It’s a Mobile Natives World, I Just Teach In It

Today I woke up to a text message from my sister that said “Classrooms of the Future on Today Show! Textbooks to Tablets!” I replied with “Awesome! But it should really be called ‘Classrooms of Today’!” and she replied with an affirming “Yes!” She lives on a farm in Iowa. Her husband, my brother in law, works for John Deer and is using technology everyday to help farmers in his area create “smart farms” with mobile technology. It’s amazing. Google it. We do completely different work but are able to vibe out on topics related to mobile technology because he gets it, and so does she. Not only that. They are parents to 3 children under the age of 5 that are mobile natives, meaning they were born in the age of mobile technology. Ben is going to start kindergarten next year and he can teach himself how to do things on a Kindle Fire that it would take my Dad weeks to learn. (Sorry, Dad…but you know it’s true!) They learn differently because they were born into a different world. This issue matters. Society (teachers and Today Show watchers alike) need to understand that mobile technology and the issue of how to best support mobile natives in the classroom matters. A lot. 

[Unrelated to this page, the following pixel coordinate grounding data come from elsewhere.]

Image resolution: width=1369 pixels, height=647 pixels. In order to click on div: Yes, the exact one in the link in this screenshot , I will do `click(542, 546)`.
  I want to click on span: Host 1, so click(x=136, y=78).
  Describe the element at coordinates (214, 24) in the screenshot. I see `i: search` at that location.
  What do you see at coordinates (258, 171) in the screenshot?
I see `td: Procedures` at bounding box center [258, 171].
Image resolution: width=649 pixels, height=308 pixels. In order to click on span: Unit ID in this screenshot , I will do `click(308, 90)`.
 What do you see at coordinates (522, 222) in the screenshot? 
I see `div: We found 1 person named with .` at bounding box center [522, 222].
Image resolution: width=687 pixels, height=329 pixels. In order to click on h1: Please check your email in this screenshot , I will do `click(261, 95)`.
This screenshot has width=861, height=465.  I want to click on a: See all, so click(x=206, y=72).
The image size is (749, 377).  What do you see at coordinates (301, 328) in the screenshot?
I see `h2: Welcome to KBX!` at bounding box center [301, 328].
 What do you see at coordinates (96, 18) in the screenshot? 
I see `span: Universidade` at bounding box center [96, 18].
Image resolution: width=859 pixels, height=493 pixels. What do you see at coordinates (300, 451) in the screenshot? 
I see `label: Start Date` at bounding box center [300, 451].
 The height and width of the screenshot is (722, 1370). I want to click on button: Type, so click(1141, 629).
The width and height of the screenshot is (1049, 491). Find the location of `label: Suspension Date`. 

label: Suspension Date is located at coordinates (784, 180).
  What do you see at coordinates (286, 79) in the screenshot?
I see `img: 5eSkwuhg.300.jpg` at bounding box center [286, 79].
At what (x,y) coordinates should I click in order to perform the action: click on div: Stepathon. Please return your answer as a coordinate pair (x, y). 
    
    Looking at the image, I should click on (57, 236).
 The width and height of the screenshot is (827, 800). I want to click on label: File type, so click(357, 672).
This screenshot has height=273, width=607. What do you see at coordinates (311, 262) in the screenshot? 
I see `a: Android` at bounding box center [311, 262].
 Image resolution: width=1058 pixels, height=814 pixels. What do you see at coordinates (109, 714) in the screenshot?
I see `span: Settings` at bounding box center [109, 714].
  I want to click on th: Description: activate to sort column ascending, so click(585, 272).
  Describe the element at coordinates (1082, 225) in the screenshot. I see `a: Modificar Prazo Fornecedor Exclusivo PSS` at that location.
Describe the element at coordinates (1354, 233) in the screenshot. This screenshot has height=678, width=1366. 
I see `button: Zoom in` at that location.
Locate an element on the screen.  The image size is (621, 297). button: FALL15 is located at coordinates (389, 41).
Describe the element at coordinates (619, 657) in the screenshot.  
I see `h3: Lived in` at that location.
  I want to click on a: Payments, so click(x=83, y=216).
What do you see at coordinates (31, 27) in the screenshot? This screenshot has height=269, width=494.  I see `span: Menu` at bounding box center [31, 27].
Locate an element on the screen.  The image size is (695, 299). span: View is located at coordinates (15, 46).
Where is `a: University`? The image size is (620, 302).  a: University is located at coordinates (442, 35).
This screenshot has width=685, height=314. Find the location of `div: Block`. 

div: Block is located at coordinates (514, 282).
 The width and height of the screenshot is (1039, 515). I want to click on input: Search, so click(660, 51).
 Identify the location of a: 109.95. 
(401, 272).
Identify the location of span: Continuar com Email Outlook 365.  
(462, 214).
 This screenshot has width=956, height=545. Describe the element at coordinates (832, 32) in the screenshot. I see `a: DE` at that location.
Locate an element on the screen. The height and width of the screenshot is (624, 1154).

Understanding the issues we are facing in education is critical to our society’s progress, but they tend to be so complex that they are difficult to pinpoint and address. More and more it seems like everyone has an opinion about what is wrong with our education system but much less to say about how to effectively (and realistically) fix it.  Regardless of the multitudes of expectations and  complex circumstances educators are dealing with we are all being challenged with the task of helping shape and prepare students to thrive in an ever-changing, globally connected world. Furthermore, our young learners are developing a moral code and a learning style that are different from pre-internet and pre- mobile technology learners. Most teachers (and people born before the late ’80s) are struggling to connect with these developments and how they are not going to, but rather are already, deeply effecting the way we teach, learn, and live.

Research speculates that 65% of the careers our students will have do not even exist yet. This phenomenon is one of the truest challenges the field of education has ever had to face.  Furthermore, the role of teacher is morphing quickly because, for the first time in human history, our youth can have access to unlimited information, resources, and connections. This access could help them transcend virtually any circumstance, but only if we, as educators, work together to provide this access and to create the space our students need to become lifelong learners capable of adapting. And it will only work if we are open enough to see the real needs of a modern learner and the true expectations and capabilities of the modern educator.

This brings me to what I believe is one of the most critical trends—the one that must be addressed and accepted across the board to create real support and solution for learners of today: partnerships. As teachers, we are no longer the primary source of information. Even harder to swallow for many educators, a textbook is no longer the principal source of the information necessary to learn, adapt, and succeed.

Teachers are resources. Textbooks are resources. But nothing can compete with the global bank of knowledge and connectivity that the Internet provides. Knowledge learned can be immediately explored, adapted, shared, and re-created. Our students already do this—they already learn this way. They are digital natives, born and raised. But when they come to learn in our classrooms, we pretend that they are not. We ask them to perform an impossible task: we ask them to be someone else.

They are builders. They are content creators. They are native synthesizers. And they are bored. To fix this boredom, this disconnect, the only option for us is to become partners with them. We must partner to explore real goals, ethical behavior, self-assessment, and productive communication. We must partner with them so that they can learn to create, to tinker, and to find their own voices. We must allow them to use their tools to create solutions to problems of their world. We must work against homogenization so that they can walk confidently into their next phase of life. Right now, they are leaving timid and unsure of their compatibility with our world. I teach high school. I see it everyday. I hope I won’t be writing this same blog when my nephew is starting high school.

If we walk with them to learn in their way, then they will not feel alone as they walk away from us. If we work with them to create empathetic connections to all humans, then they will never feel disconnected from our world or even from a world that does not exist yet. We must embed our content into the problems we are solving in the classroom. We must use our common core strands to guide projects and to inspire in-depth usage of that core to solve problems of the world, not fill in bubbles. We must activate passions and we must side-step who we formerly were. We might even take a step back. Yes, a step back is what we need; to truly partner, we must consider ourselves learners too. When we all begin to truly utilize the partnership approach in every school and in every classroom, we will see the change needed to support our students at the most critical level and all of us will be much better off because of it.